| WHAT TO WORK ON |
Include only the line with "The width and height of the screenshot is (672, 623)." and the lines after it, each reproduced exactly as it stands in the entries below.

────

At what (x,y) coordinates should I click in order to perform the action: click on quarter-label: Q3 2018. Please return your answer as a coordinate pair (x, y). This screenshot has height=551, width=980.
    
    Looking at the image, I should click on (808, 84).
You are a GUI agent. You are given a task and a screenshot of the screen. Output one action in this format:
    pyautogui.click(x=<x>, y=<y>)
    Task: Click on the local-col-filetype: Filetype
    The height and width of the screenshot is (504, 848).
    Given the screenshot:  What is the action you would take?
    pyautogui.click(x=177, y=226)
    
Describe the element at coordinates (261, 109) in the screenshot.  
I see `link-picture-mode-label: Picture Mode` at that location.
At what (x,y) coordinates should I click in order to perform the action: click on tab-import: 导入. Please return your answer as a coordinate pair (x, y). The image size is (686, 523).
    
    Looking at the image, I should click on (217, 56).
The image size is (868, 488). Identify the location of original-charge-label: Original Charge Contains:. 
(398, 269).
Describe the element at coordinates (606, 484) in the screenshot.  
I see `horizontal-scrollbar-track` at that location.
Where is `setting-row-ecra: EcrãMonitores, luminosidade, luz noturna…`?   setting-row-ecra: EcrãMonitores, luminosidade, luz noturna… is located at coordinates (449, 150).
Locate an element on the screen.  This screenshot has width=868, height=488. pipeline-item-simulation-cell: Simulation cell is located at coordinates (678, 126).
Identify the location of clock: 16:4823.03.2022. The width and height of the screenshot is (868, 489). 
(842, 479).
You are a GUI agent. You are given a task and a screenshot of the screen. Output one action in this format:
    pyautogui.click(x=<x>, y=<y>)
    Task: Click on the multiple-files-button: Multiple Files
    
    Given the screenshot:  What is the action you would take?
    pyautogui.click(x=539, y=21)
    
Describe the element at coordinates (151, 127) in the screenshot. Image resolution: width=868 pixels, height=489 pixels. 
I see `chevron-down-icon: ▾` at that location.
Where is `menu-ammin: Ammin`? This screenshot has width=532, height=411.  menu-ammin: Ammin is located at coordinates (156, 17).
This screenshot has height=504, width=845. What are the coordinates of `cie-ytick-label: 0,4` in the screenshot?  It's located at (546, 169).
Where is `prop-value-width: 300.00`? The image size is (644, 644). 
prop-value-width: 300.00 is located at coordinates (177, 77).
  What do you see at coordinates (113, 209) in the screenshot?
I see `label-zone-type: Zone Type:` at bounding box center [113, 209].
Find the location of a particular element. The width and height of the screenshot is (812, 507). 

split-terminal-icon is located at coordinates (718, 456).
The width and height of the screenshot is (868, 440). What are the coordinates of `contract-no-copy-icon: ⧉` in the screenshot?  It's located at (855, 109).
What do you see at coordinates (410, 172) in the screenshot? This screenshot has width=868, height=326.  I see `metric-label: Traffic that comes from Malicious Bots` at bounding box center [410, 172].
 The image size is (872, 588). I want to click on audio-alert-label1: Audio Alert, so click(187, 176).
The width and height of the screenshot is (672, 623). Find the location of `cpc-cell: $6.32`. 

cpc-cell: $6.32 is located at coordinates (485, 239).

────

| RESPONSE TO THIS TASK |
The width and height of the screenshot is (672, 623). Find the location of `cpc-cell: $6.32`. 

cpc-cell: $6.32 is located at coordinates (485, 239).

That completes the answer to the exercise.